Chancel arch/Apse arches

Furnishings

Fonts

Comments/Opinions

The chancel arch has been variously dated before and after 1066. Nairn and Pevsner ask: 'Could not Saxon pieces have been used by a mason of 1130-40 who then himself provided for the missing parts his Norman formulae and carved the capitals in his style, in itself inspired by Viking tradition?' On stylistic grounds, however, both capitals and all four impost blocks appear to have been carved by the same workshop, probably for the same ensemble and at the same time. The foliage and fat double strands, in particular, are consistent throughout. There must be some doubt, however, that the pieces were carved for a chancel arch of precisely this design. While the lower impost blocks sit happily on top of the capitals, their E sides appear to have been trimmed. The upper impost blocks seem to have been more drastically cut down to fit their present position, and are wider than those below. The double impost block is perhaps one of the reasons this ensemble has been dated to the Anglo-Saxon period in the past (e.g. Taylor and Taylor), but it was more probably carved in the last quarter of the 11thc. The large volutes find a parallel in the W tower of Sompting (q.v.).The font may date from the same period.

Bibliography

Victoria County History: Sussex. 4 (Chichester Rape) 1953, 81, with plan.

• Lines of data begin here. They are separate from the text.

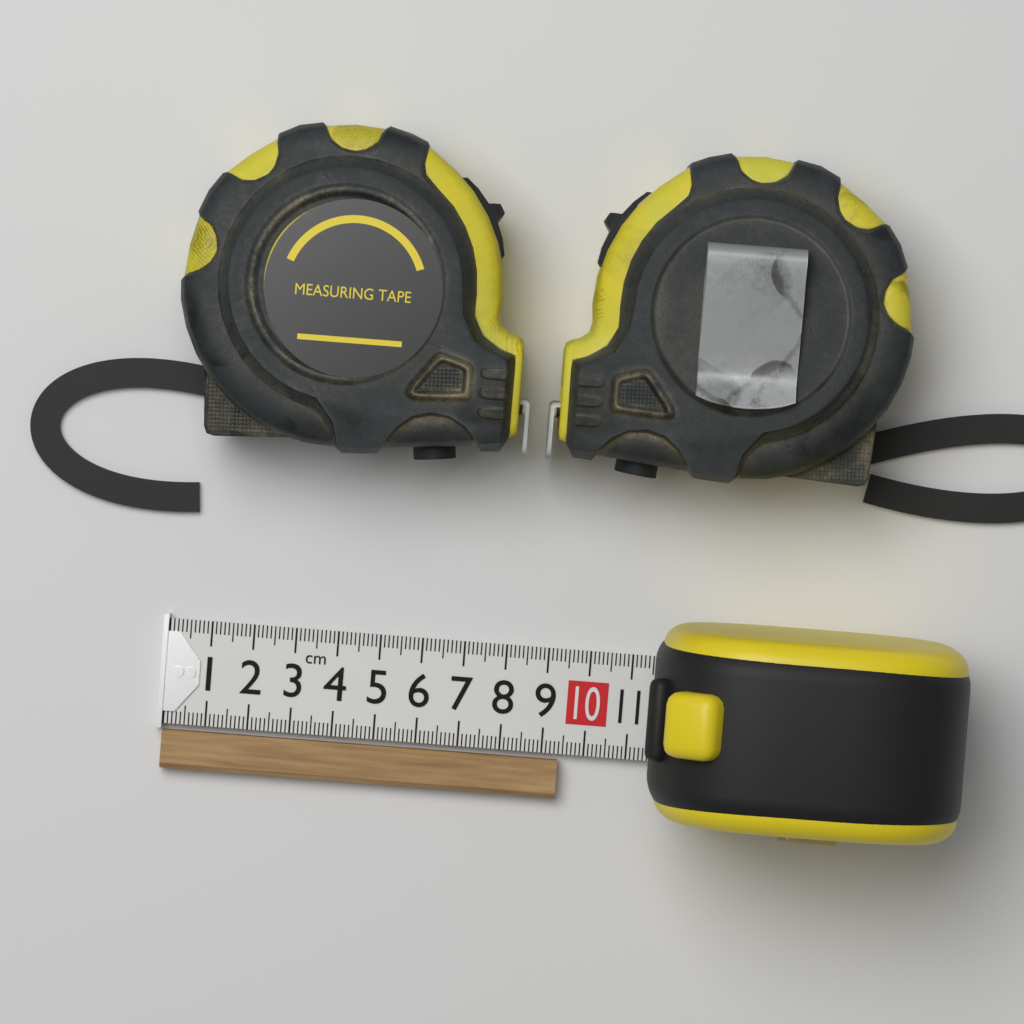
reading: 9.4 cm
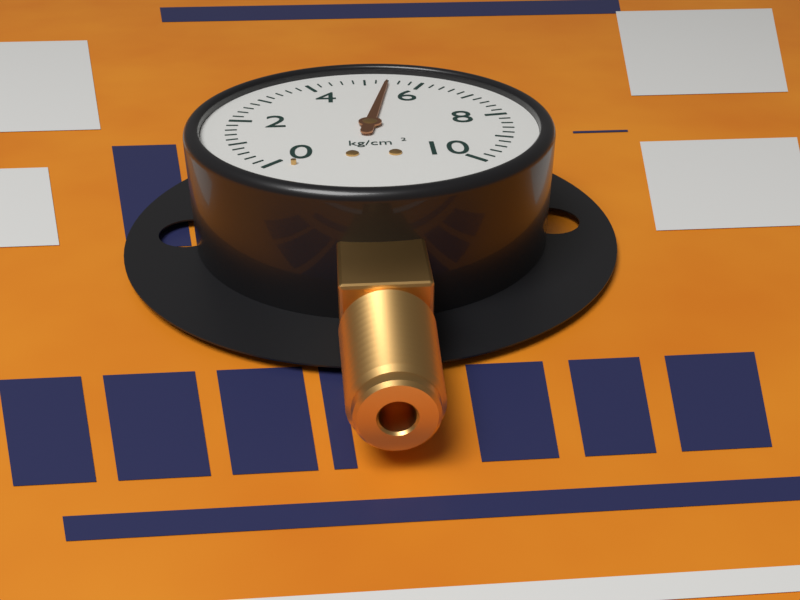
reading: 5.4 kg/cm²
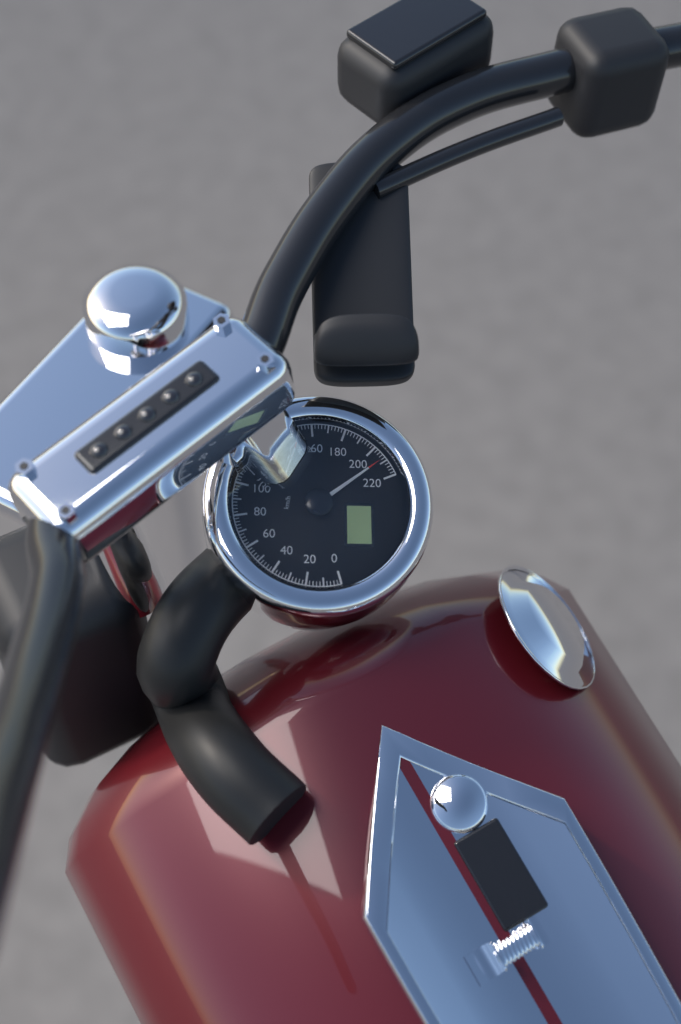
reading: 208 km/h
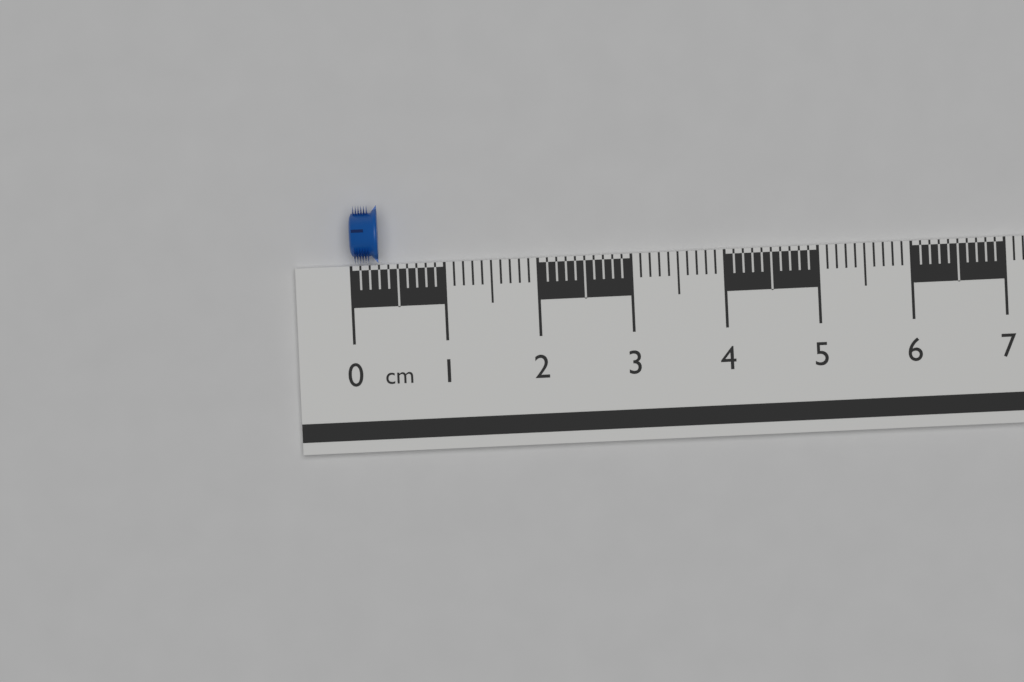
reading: 0.3 cm
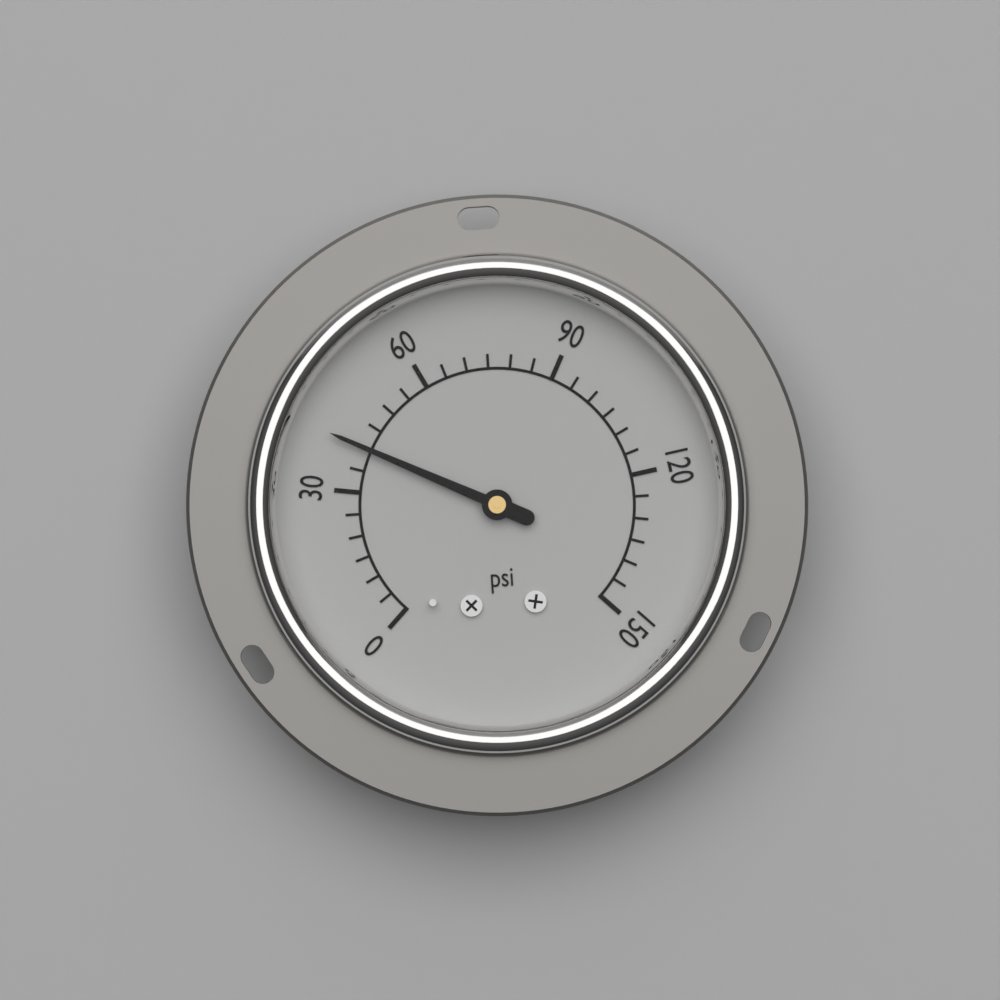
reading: 40 psi
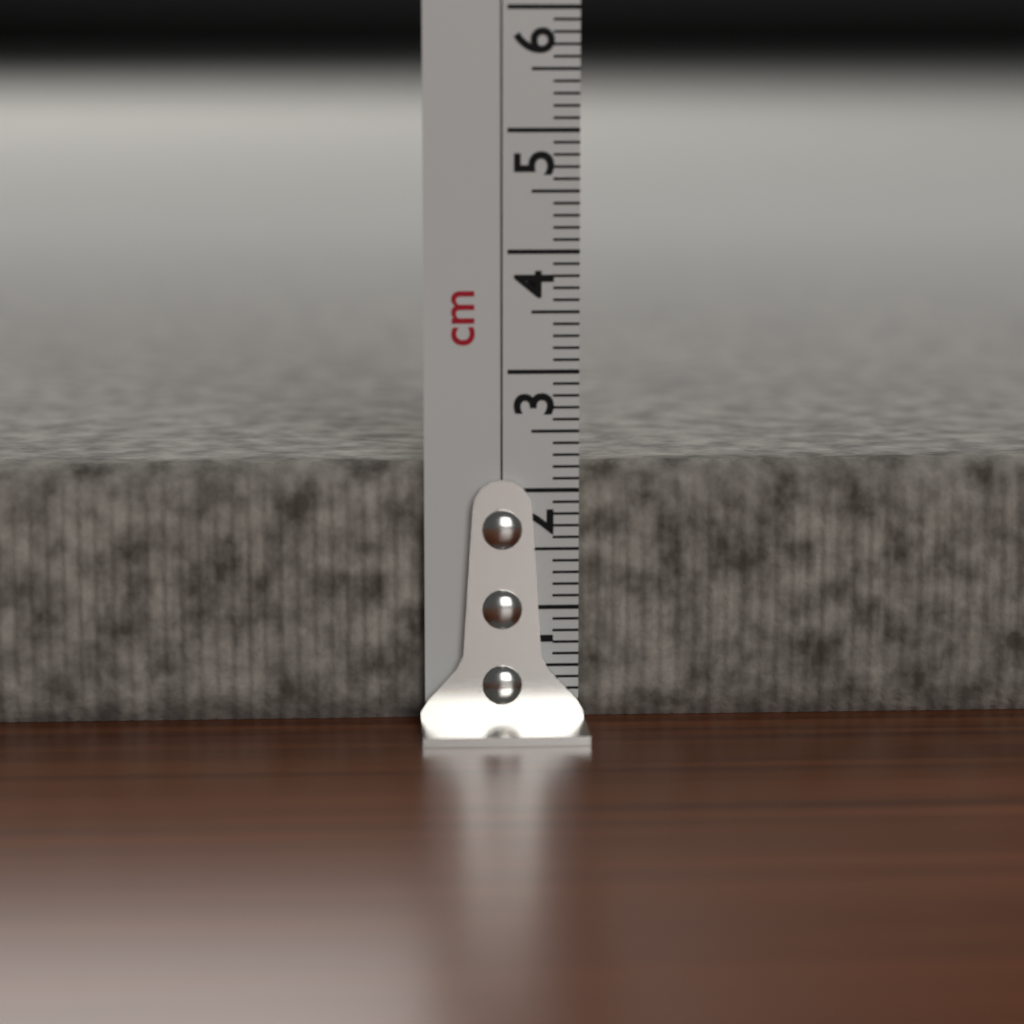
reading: 2.2 cm
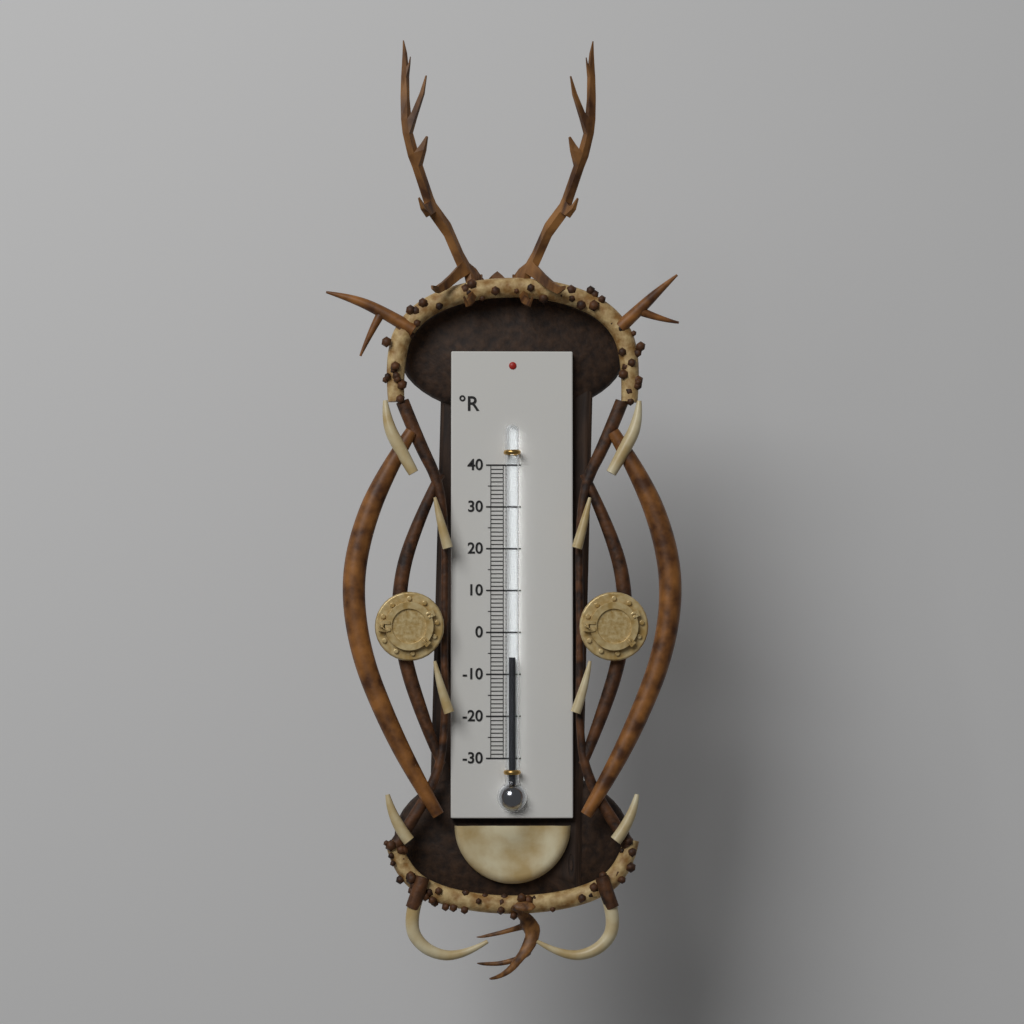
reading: -6 °R
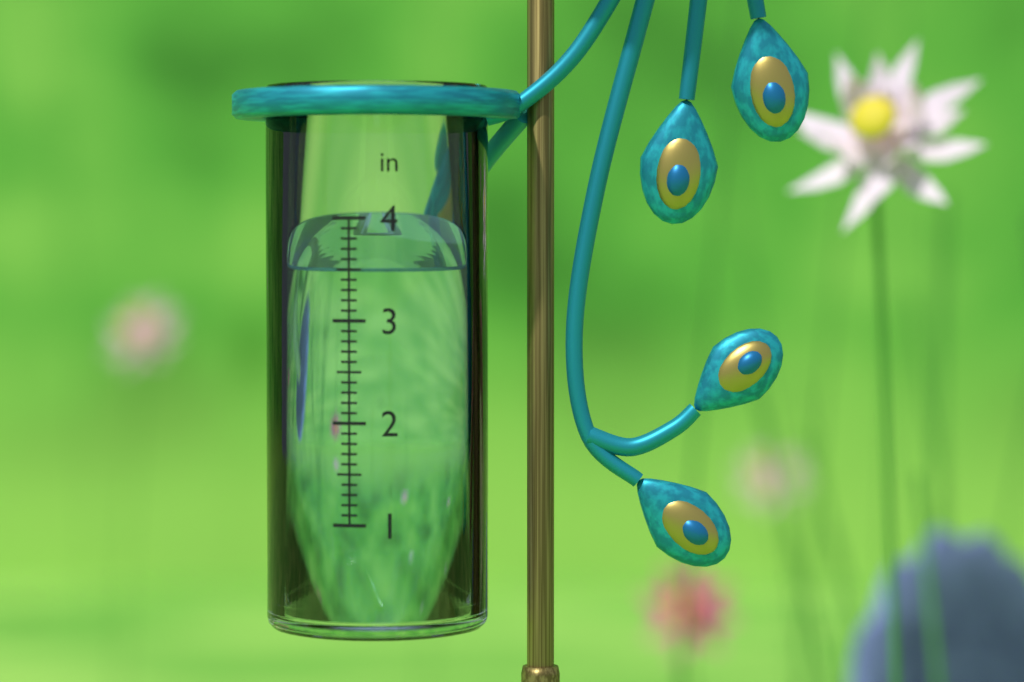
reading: 3.5 in
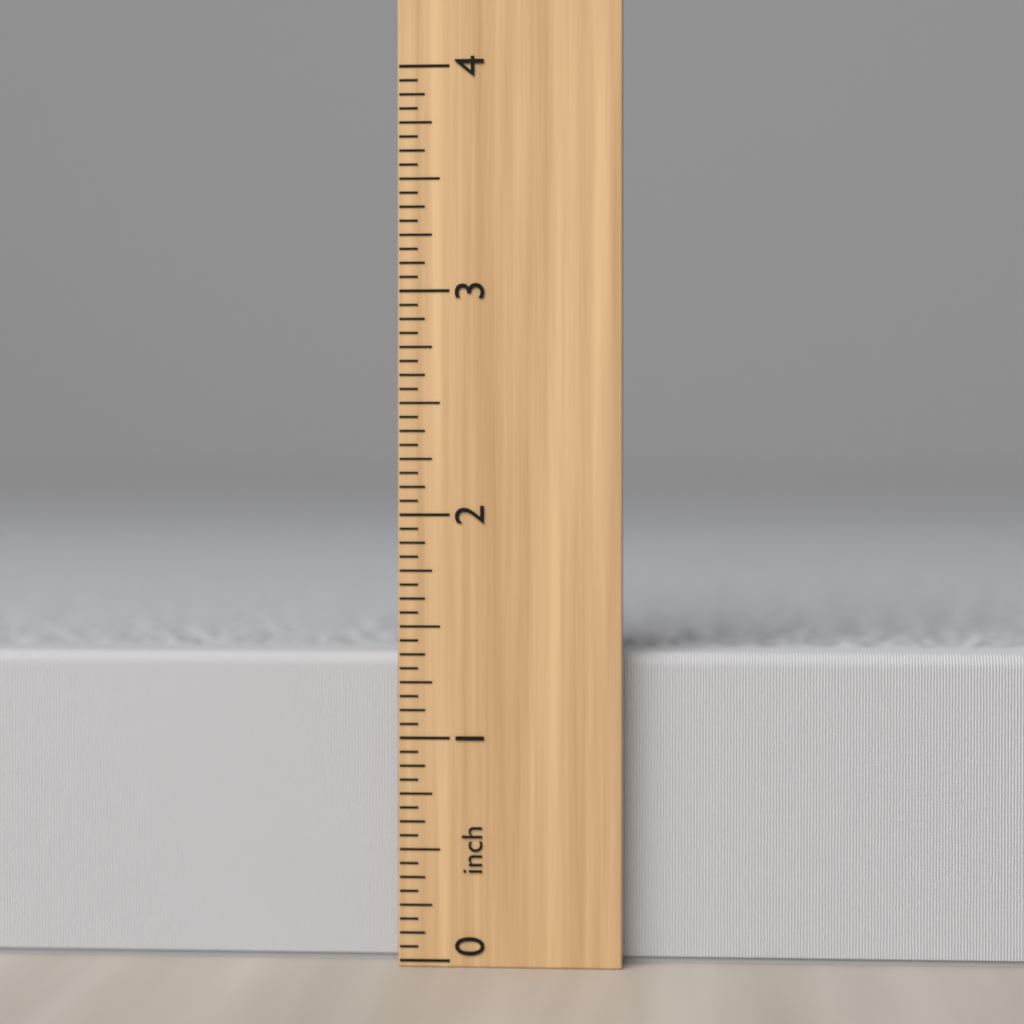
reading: 1.3750 inch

J. Morris and J. Mothersill (ed.), Domesday Book: Sussex. Chichester 1976, 11,14.

M. F. Drummond-Roberts, Some Sussex Fonts Photographed and Described. Brighton 1935, 73.

I. Nairn and N. Pevsner, The Buildings of England: Sussex. Harmondsworth 1965, 318-19.

H.M. and J. Taylor, Anglo-Saxon Architecture. Vol. 2. Cambridge 1965, 536-39.

A. K. Walker, An Introduction to the Study of English Fonts with Details of those in Sussex. London 1908, 46-47.